๐Ÿ’ฌ Running to Bangkok (TIDE)

Replied to Episode 112: Running to Bangkok by Doug Belshaw, Dai Barnes (Tide Podcast)

This week, Doug and Dai discuss whatโ€™s been going on over the last couple of weeks, MozFest, MoodleMoot US, Universal Basic Income, humane technology, Creative Commons, success, decentralised apps, and more!

Dai, I was interested in your discussion of James Bridle’s book. I agree Dai with your concern about such a dystopian portrayal. That was something that I tried to get across in my post on becoming informed. Is the answer that it takes a range of voices to get to this stage?

With this in mind I am intrigued by the video you mention from Vox featuring Tristan Harris:

I liked his suggestions, but for me it is like going to McDonald’s to buy a salad. The issue is not the salad, but McDonald’s and their push for non-human consumption. I wonder about a sustainable smartphone, one that is built ethically from the outset, not one that puts the blame back on the user. As Audrey Watters argues:

I donโ€™t want to suggest that this is something the consumer alone is responsible for โ€“ blaming consumers, for example, for looking at their phone when it vibrates or beeps or for downloading Candy Crush and trying to get all their friends to play along. The whole modus operandi of the tech industry has been to create apps that are as engaging and compelling and viral as Candy Crush. The industry views its users as highly manipulable, their behaviors as something that can be easily shaped and nudged and controlled. Maybe itโ€™s time to rethink and regulate and restrict how that happens?

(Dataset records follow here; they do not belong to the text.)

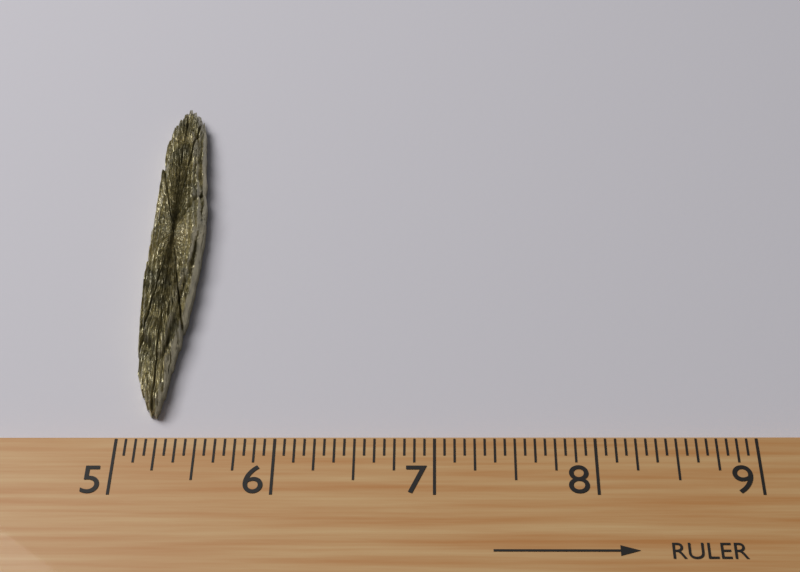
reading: 5.3750 (no unit)
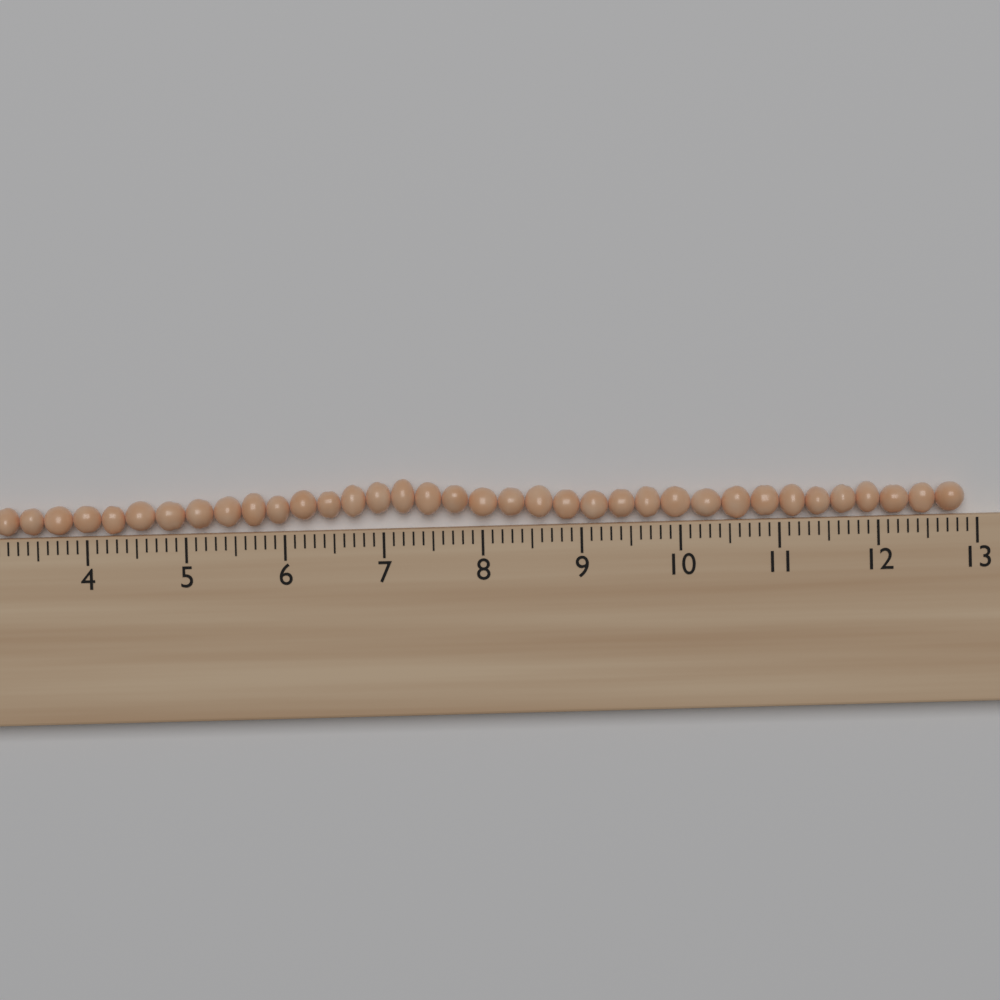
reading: 12.9 cm
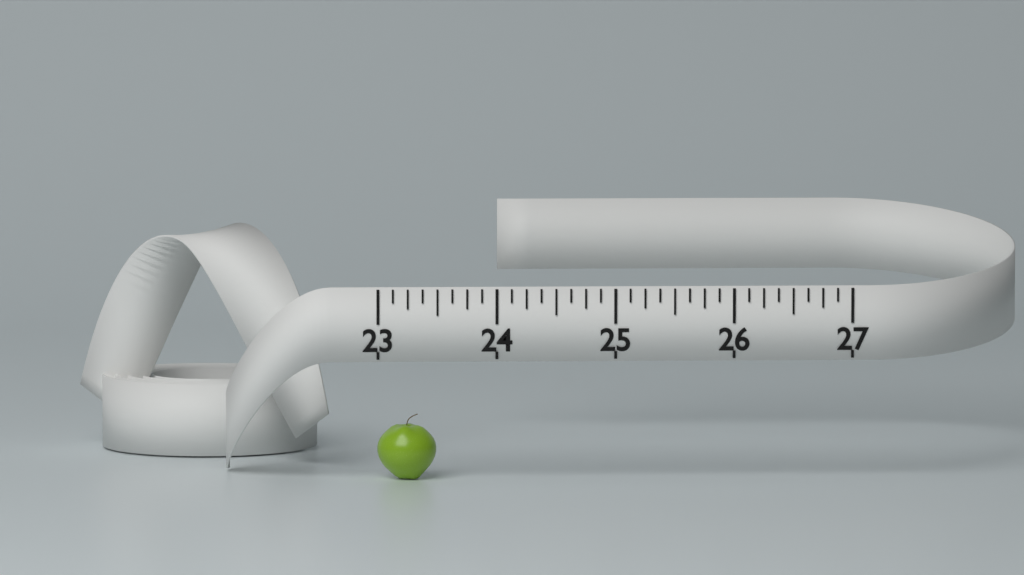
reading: 23.500 (no unit)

Discussing the work of Harris the other such apologists, Watters asks why we should trust them:

Why should we trust these revelations (or revelators) to guide us moving forward? Why not trust those of us who knew it was bullshit all along and who can tell you the whole history of a bad idea?

I wonder then why we should trust Harris over Bridle and wonder whether in the end they both have a particular place at the table?

5 responses on “๐Ÿ’ฌ Running to Bangkok (TIDE)”

  1. I know where you and Dai are coming from here, Aaron. Everyone, after all, has their own agenda. However, I’d highly recommend you read Bridle’s book. It’s eye-opening.

    1. I have read it (you can read my review here.) I think that Thom Yorke captures it best in a resent discussion of music in which he explains that he listens to a wide range of music, not because it is the music that he is trying to create himself, but rather than it is about the different possibilities available. Harris and Bridle are both possibilities.

  2. I enjoyed the discussion of โ€˜newsโ€™. Personally, I draw upon a diet made up of aggregations, newsletters, podcasts and feeds. I have gotten to a place where I initially sift through titles and summaries to work out what is out interest and either read them or send to Pocket to read/listen or save to Huffduffer before saving them. I touched upon my filters here and my workflows here.
    I wanted to clarify a comment made in response to my post. If the perception is that I sit all day at my desk reading the web, then it is wrong. I did spend time curating resources associated with Google, however I have moved departments and Google is no longer at the core of my work. Although I dip in now and then to my feed, the majority of my curation occurs out of hours on the train ride home or after the children have finally gone to bed. Rightly or wrongly, this is what I choose to spend my time with. I have little interest in gaming or watching television. I would argue that my current work does not necessarily allow the time, but rather the cognitive space to explore divergent ideas.
    In regards to my newsletter, thank you for the feedback. Some food for thought moving into the new year.

  3. Ian, I really enjoyed this post unpacking the association between Skinner, digital devices and literacy. It reminded of Doug Belshawโ€™s discussion of literacies and the need talk about the critical and constructive as much as the cognitive and communicative. I also enjoyed your discussion of the โ€˜digital black boxesโ€˜.
    Both of these pieces managed to capture something that has left me feeling uneasy of late. I am not adverse to devices and technology, but wonder where the conversation is associated with it all? That was the point in my post on being informed. The latest โ€˜black boxโ€™ is the introduction of the smart speaker into the classroom. The discussion seems to be about what it might afford, with little consideration of any other implications.
    My wondering is whether turning off the behavioral aspects is enough or if the devices are in fact tainted to the core? This is something that I touched on in my response to Dai Barnes.